NHS bosses have urged the health secretary to let the arbitration service Acas see if it can help to break the deadlock in his deepening dispute with junior doctors in England who are striking over pay.
The NHS Confederation has written to Steve Barclay and the British Medical Association (BMA), the main doctors’ union, asking them to accept the Advisory, Conciliation and Arbitration Service as an honest broker that could set up talks to end the row.
It emerged on Wednesday that the BMA had begun talking to Acas to explore the possibility of it ending the impasse.
The confederation’s initiative and the union’s decision to talk to Acas has put pressure on Barclay to agree. It is unclear if he will do so, however, and the Department of Health and Social Care did not immediately reply to questions.

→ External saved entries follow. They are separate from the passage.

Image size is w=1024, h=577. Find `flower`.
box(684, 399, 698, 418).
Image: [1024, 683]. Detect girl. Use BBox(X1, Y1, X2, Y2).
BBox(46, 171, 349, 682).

The confederation represents the 220 NHS trusts in England and the health service chiefs that run them. It has estimated that this week’s four-day strike by junior or trainee medics will lead to as many as 350,000 appointments and operations being rescheduled.

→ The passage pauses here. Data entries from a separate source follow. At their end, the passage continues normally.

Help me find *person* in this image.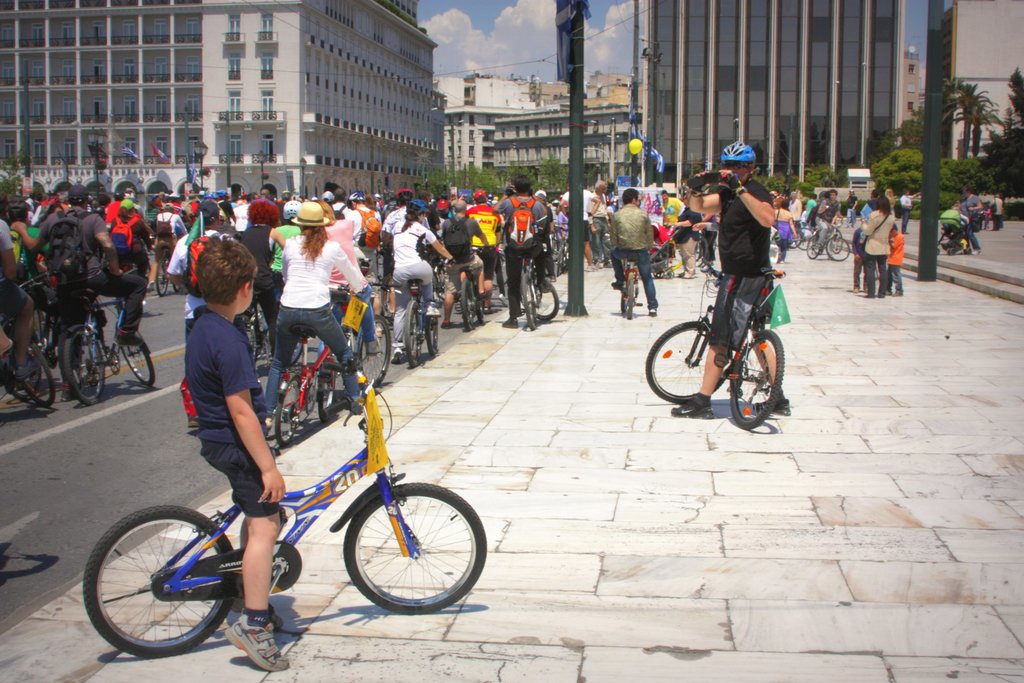
Found it: select_region(668, 138, 794, 420).
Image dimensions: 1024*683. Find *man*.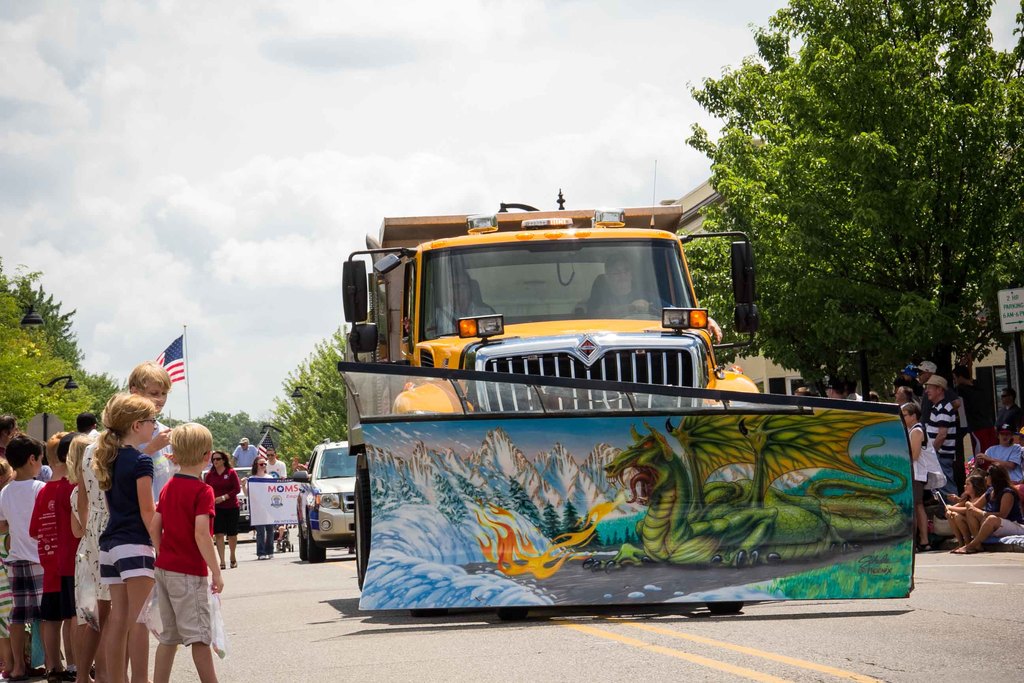
box(826, 379, 850, 400).
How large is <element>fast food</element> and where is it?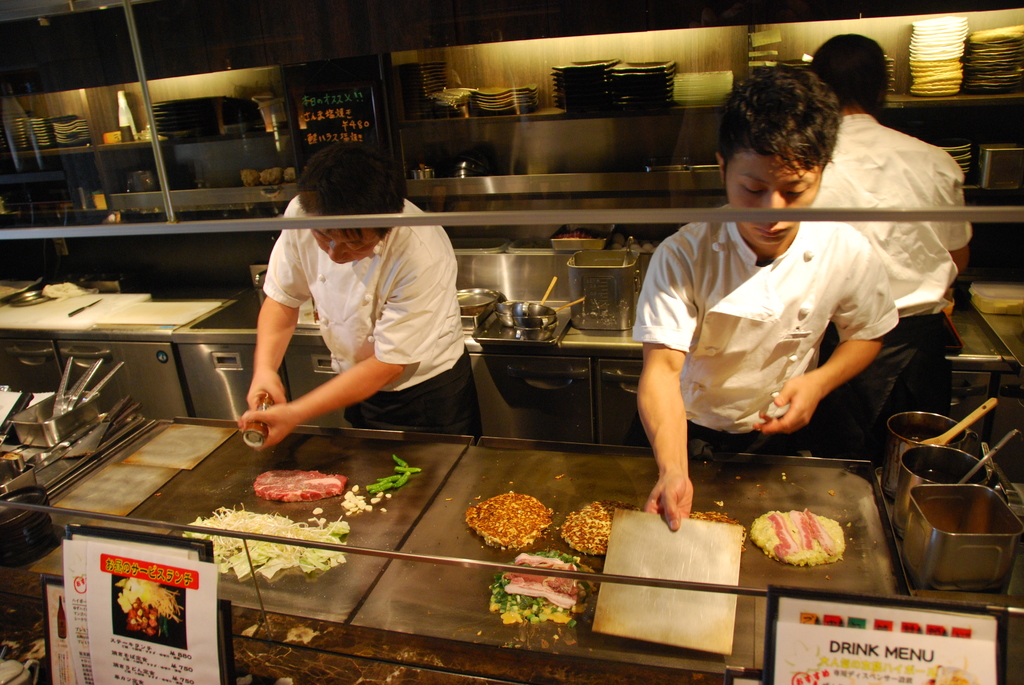
Bounding box: locate(472, 495, 563, 559).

Barclay has called the BMA’s demand for a 35% pay rise for England’s 61,000 junior doctors unreasonable, but he did not respond last week when their leaders signalled their readiness to compromise on the figure by asking him to put forward a credible offer as the basis for negotiations to begin and the 96-hour walkout to be called off.
The NHS Confederation’s chief executive, Matthew Taylor, told Barclay and the BMA in his letter that health service bosses were worried that the dispute would significantly harm the NHS unless the two sides agreed to engage in meaningful discussions.
“While we await what we hope is inevitable eventual negotiation, our members are questioning how much damage will be caused along the way,” he wrote. “Health leaders want both sides to do everything within their power to find some common ground as soon as possible, and it seems that the current approach is not working here.”
There are no talks ongoing, only increasing public hostility between the sides. In reference to that, Taylor wrote: “Therefore we are now urging you both to invite Acas, the Advisory, Conciliation and Arbitration Service – or another mediation service – to support with negotiations and help to bring this industrial action to a close.
“With both sides having seemingly incompatible preconditions for negotiation, we believe this option should be explored as a matter of urgency to help bring both sides to the table and find a way forward.”
The BMA’s leader, Prof Philip Banfield, said that because “the government consistently refuses offers to meet and puts up obstacles to prevent any meaningful talks occurring”, he hoped ministers would drop their preconditions and agree to Acas playing a role.
Despite the BMA’s willingness to compromise, Barclay claims it is insisting on its 35% claim as a precondition for talks to occur. Banfield denied that and accused him of being “seemingly intransigent and inflexible to all our attempts to reach a settlement”.